From this discussion, we may draw two premises:

(1) For a human being, the individual freedom is fundamental.

(2) The community freedom, which is in practice a means for the individual freedom, can only be institutionalized through limiting the individual freedom. Hence, in fact, there is no contradiction between the two, as may appear at a short sight.

In turn, the two principles lead us to one conclusion. That is: any education must enable the individuals to adapt, and fully configure, their personal freedom with that of the community, so that they won’t contradict with themselves and with their surroundings. Actually, the person who is able to lead a straight, free, fruitful, and useful life as an individual can have a very positive social role. As a matter of fact, he derives his happiness from making the others happy.

If the above is true, then it appears that education rests in two major divisions:

(1) Professional Education

(2) Moral Education

As to the first, the society can not be properly served towards civilization and righteousness, except by virtue of the professional skills. Besides, a skill is in itself essential to the practice of the individual freedom. Work perfection rectifies a person’s character, develops self-esteem, and establishes homogeneity and unity between his mind and his body. Such homogeneity and unity are credits attained through the concentration effort required by a perfected work, from each of the hand, the eye, and the mind, at the same and one time.

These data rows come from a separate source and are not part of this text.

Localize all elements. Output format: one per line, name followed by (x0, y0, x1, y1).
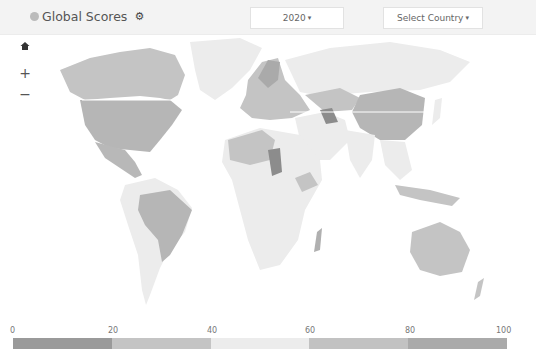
country-dropdown[interactable]: Select Country ▾ (383, 7, 483, 29)
country-value: Select Country (397, 13, 463, 23)
legend-tick: 20 (108, 326, 118, 335)
legend-bar (13, 338, 507, 349)
legend-segment-40-60 (211, 338, 310, 349)
legend-tick: 80 (405, 326, 415, 335)
region-se-asia (380, 140, 412, 180)
world-map[interactable] (0, 34, 536, 314)
legend-tick: 0 (10, 326, 15, 335)
chevron-down-icon: ▾ (308, 14, 312, 22)
year-value: 2020 (283, 13, 306, 23)
region-north-africa (228, 130, 275, 165)
legend-tick: 60 (305, 326, 315, 335)
title-text: Global Scores (42, 9, 127, 24)
legend-segment-60-80 (309, 338, 408, 349)
legend-tick: 40 (207, 326, 217, 335)
region-usa (80, 100, 182, 152)
region-new-zealand (474, 278, 484, 300)
legend-segment-0-20 (13, 338, 112, 349)
region-madagascar (314, 228, 322, 252)
legend-segment-80-100 (408, 338, 507, 349)
region-australia (410, 222, 470, 276)
gear-icon[interactable]: ⚙ (134, 10, 144, 23)
legend-segment-20-40 (112, 338, 211, 349)
chevron-down-icon: ▾ (465, 14, 469, 22)
region-indonesia (395, 185, 460, 206)
header-bar: Global Scores ⚙ 2020 ▾ Select Country ▾ (0, 0, 536, 35)
region-russia (285, 42, 470, 96)
region-japan (432, 98, 442, 125)
legend-tick: 100 (496, 326, 511, 335)
globe-icon (30, 12, 39, 21)
year-dropdown[interactable]: 2020 ▾ (250, 7, 344, 29)
region-india (345, 130, 375, 178)
app-title: Global Scores ⚙ (30, 9, 144, 24)
region-china (352, 88, 425, 140)
region-canada (60, 48, 185, 100)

Moral education, on the other hand, is necessary. Nothing is more important, in dealing with people, than good manners. Law draws the other edge, putting limits for the accepted behavior. Morals make an individual spontaneous in doing the best, without the least consideration of fear from law or from consequent punishments at wrong deeds. As such, his social behavior is wholly derived from his own values and self-discipline. This process demonstrates the “high” individual freedom, and brings about the coordination between the individual freedom and the group freedom, falsifying by that the apparent conflict between the two.